Maybe lm_head was set to be equal to wte transpose?
Yes, this is the case in GPT-2. Perhaps the huggingface implementation supports making these two matrices different, but they are the same in the official GPT-2.
In OpenAI’s tensorflow code, see lines 154 and 171 of src/model.py. The variable “wte” is defined on 151, then re-used on 171.
In the original GPT paper, see eqs. (2) in section 3.1. The same matrix W_e is used twice. (The GPT-2 and GPT-3 papers just refer you back to the GPT paper for architecture details, so the GPT paper is the place to look.)
Edit: I think the reason this is obscured in the huggingface implementation is that they always distinguish the internal layers of a transformer from the “head” used to convert the final layer outputs into predictions. The intent is easy swapping between different “heads” with the same “body” beneath.
This forces their code to allow for heads that differ from the input embedding matrix, even when they implement models like GPT-2 where the official specification says they are the same.
Edit2: might as well say explicitly that I find the OpenAI tensorflow code much more readable than the huggingface code. This isn’t a critique of the latter; it’s trying to support every transformer out there in a unified framework. But if you only care about GPT, this introduces a lot of distracting abstraction.
Yes, this is the case in GPT-2. Perhaps the huggingface implementation supports making these two matrices different, but they are the same in the official GPT-2.
In OpenAI’s tensorflow code, see lines 154 and 171 of src/model.py. The variable “wte” is defined on 151, then re-used on 171.
In the original GPT paper, see eqs. (2) in section 3.1. The same matrix W_e is used twice. (The GPT-2 and GPT-3 papers just refer you back to the GPT paper for architecture details, so the GPT paper is the place to look.)

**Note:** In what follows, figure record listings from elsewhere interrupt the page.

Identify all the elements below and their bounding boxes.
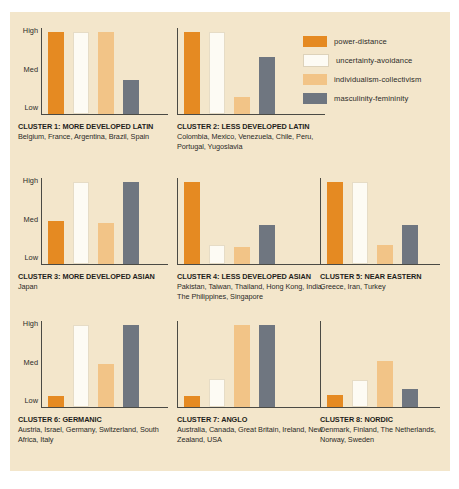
cluster-panel-8: CLUSTER 8: NORDIC Denmark, Finland, The … bbox=[318, 315, 458, 412]
cluster-countries: Australia, Canada, Great Britain, Irelan… bbox=[177, 425, 329, 445]
bar-group-8 bbox=[327, 321, 418, 407]
y-tick-high: High bbox=[23, 177, 38, 184]
bar-individualism-collectivism bbox=[377, 361, 393, 407]
cluster-caption-1: CLUSTER 1: MORE DEVELOPED LATIN Belgium,… bbox=[18, 122, 170, 142]
cluster-title: CLUSTER 7: ANGLO bbox=[177, 415, 329, 425]
cluster-caption-5: CLUSTER 5: NEAR EASTERN Greece, Iran, Tu… bbox=[320, 272, 459, 292]
bar-individualism-collectivism bbox=[377, 245, 393, 264]
cluster-countries: Japan bbox=[18, 282, 170, 292]
cluster-panel-5: CLUSTER 5: NEAR EASTERN Greece, Iran, Tu… bbox=[318, 172, 458, 269]
cluster-title: CLUSTER 3: MORE DEVELOPED ASIAN bbox=[18, 272, 170, 282]
bar-individualism-collectivism bbox=[98, 223, 114, 264]
bar-uncertainty-avoidance bbox=[352, 380, 368, 407]
bar-group-5 bbox=[327, 178, 418, 264]
bar-power-distance bbox=[184, 182, 200, 264]
cluster-title: CLUSTER 1: MORE DEVELOPED LATIN bbox=[18, 122, 170, 132]
cluster-chart-3: High Med Low bbox=[18, 172, 168, 269]
bar-uncertainty-avoidance bbox=[352, 182, 368, 264]
bar-individualism-collectivism bbox=[98, 32, 114, 114]
cluster-caption-4: CLUSTER 4: LESS DEVELOPED ASIAN Pakistan… bbox=[177, 272, 329, 302]
bar-group-1 bbox=[48, 28, 139, 114]
bar-individualism-collectivism bbox=[234, 97, 250, 114]
cluster-panel-4: CLUSTER 4: LESS DEVELOPED ASIAN Pakistan… bbox=[175, 172, 325, 269]
cluster-chart-7 bbox=[175, 315, 325, 412]
bar-masculinity-femininity bbox=[259, 225, 275, 264]
cluster-chart-6: High Med Low bbox=[18, 315, 168, 412]
bar-masculinity-femininity bbox=[259, 325, 275, 407]
bar-group-2 bbox=[184, 28, 275, 114]
cluster-panel-1: High Med Low CLUSTER 1: MORE DEVELOPED L… bbox=[18, 22, 168, 119]
bar-uncertainty-avoidance bbox=[73, 182, 89, 264]
cluster-chart-8 bbox=[318, 315, 458, 412]
cluster-chart-2 bbox=[175, 22, 325, 119]
cluster-countries: Belgium, France, Argentina, Brazil, Spai… bbox=[18, 132, 170, 142]
bar-power-distance bbox=[327, 182, 343, 264]
plot-area-6 bbox=[41, 321, 168, 408]
bar-power-distance bbox=[327, 395, 343, 407]
y-tick-med: Med bbox=[24, 359, 38, 366]
cluster-title: CLUSTER 4: LESS DEVELOPED ASIAN bbox=[177, 272, 329, 282]
bar-individualism-collectivism bbox=[234, 325, 250, 407]
y-tick-med: Med bbox=[24, 216, 38, 223]
bar-uncertainty-avoidance bbox=[209, 245, 225, 264]
bar-uncertainty-avoidance bbox=[209, 32, 225, 114]
cluster-title: CLUSTER 5: NEAR EASTERN bbox=[320, 272, 459, 282]
plot-area-2 bbox=[177, 28, 325, 115]
bar-group-4 bbox=[184, 178, 275, 264]
y-tick-high: High bbox=[23, 320, 38, 327]
cluster-panel-7: CLUSTER 7: ANGLO Australia, Canada, Grea… bbox=[175, 315, 325, 412]
cluster-panel-6: High Med Low CLUSTER 6: GERMANIC Austria… bbox=[18, 315, 168, 412]
bar-masculinity-femininity bbox=[402, 225, 418, 264]
cluster-countries: Austria, Israel, Germany, Switzerland, S… bbox=[18, 425, 170, 445]
bar-power-distance bbox=[48, 396, 64, 407]
y-tick-med: Med bbox=[24, 66, 38, 73]
bar-group-3 bbox=[48, 178, 139, 264]
bar-individualism-collectivism bbox=[98, 364, 114, 407]
cluster-chart-4 bbox=[175, 172, 325, 269]
y-tick-high: High bbox=[23, 27, 38, 34]
cluster-title: CLUSTER 6: GERMANIC bbox=[18, 415, 170, 425]
y-axis-labels-3: High Med Low bbox=[18, 172, 40, 269]
y-tick-low: Low bbox=[24, 397, 38, 404]
plot-area-1 bbox=[41, 28, 168, 115]
cluster-row-2: High Med Low CLUSTER 3: MORE DEVELOPED A… bbox=[0, 172, 459, 312]
bar-power-distance bbox=[48, 32, 64, 114]
bar-masculinity-femininity bbox=[259, 57, 275, 114]
bar-power-distance bbox=[48, 221, 64, 264]
bar-uncertainty-avoidance bbox=[209, 379, 225, 407]
bar-group-6 bbox=[48, 321, 139, 407]
cluster-panel-3: High Med Low CLUSTER 3: MORE DEVELOPED A… bbox=[18, 172, 168, 269]
y-tick-low: Low bbox=[24, 104, 38, 111]
bar-power-distance bbox=[184, 32, 200, 114]
cluster-caption-6: CLUSTER 6: GERMANIC Austria, Israel, Ger… bbox=[18, 415, 170, 445]
cluster-countries: Colombia, Mexico, Venezuela, Chile, Peru… bbox=[177, 132, 329, 152]
cluster-title: CLUSTER 2: LESS DEVELOPED LATIN bbox=[177, 122, 329, 132]
cluster-caption-3: CLUSTER 3: MORE DEVELOPED ASIAN Japan bbox=[18, 272, 170, 292]
bar-individualism-collectivism bbox=[234, 247, 250, 264]
plot-area-4 bbox=[177, 178, 325, 265]
cluster-caption-7: CLUSTER 7: ANGLO Australia, Canada, Grea… bbox=[177, 415, 329, 445]
figure-canvas: power-distance uncertainty-avoidance ind… bbox=[0, 0, 459, 489]
cluster-caption-8: CLUSTER 8: NORDIC Denmark, Finland, The … bbox=[320, 415, 455, 445]
bar-masculinity-femininity bbox=[123, 182, 139, 264]
cluster-countries: Greece, Iran, Turkey bbox=[320, 282, 459, 292]
y-axis-labels-1: High Med Low bbox=[18, 22, 40, 119]
cluster-row-1: High Med Low CLUSTER 1: MORE DEVELOPED L… bbox=[0, 22, 459, 172]
plot-area-8 bbox=[320, 321, 440, 408]
bar-power-distance bbox=[184, 396, 200, 407]
bar-masculinity-femininity bbox=[123, 80, 139, 114]
bar-masculinity-femininity bbox=[402, 389, 418, 407]
cluster-countries: Denmark, Finland, The Netherlands, Norwa… bbox=[320, 425, 455, 445]
bar-group-7 bbox=[184, 321, 275, 407]
cluster-caption-2: CLUSTER 2: LESS DEVELOPED LATIN Colombia… bbox=[177, 122, 329, 152]
bar-uncertainty-avoidance bbox=[73, 325, 89, 407]
plot-area-7 bbox=[177, 321, 325, 408]
cluster-chart-1: High Med Low bbox=[18, 22, 168, 119]
cluster-chart-5 bbox=[318, 172, 458, 269]
y-tick-low: Low bbox=[24, 254, 38, 261]
bar-masculinity-femininity bbox=[123, 325, 139, 407]
plot-area-5 bbox=[320, 178, 440, 265]
bar-uncertainty-avoidance bbox=[73, 32, 89, 114]
cluster-title: CLUSTER 8: NORDIC bbox=[320, 415, 455, 425]
cluster-countries: Pakistan, Taiwan, Thailand, Hong Kong, I… bbox=[177, 282, 329, 302]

Edit: I think the reason this is obscured in the huggingface implementation is that they always distinguish the internal layers of a transformer from the “head” used to convert the final layer outputs into predictions. The intent is easy swapping between different “heads” with the same “body” beneath.
This forces their code to allow for heads that differ from the input embedding matrix, even when they implement models like GPT-2 where the official specification says they are the same.
Edit2: might as well say explicitly that I find the OpenAI tensorflow code much more readable than the huggingface code. This isn’t a critique of the latter; it’s trying to support every transformer out there in a unified framework. But if you only care about GPT, this introduces a lot of distracting abstraction.
Thanks for the info.
This was a great read, very informative.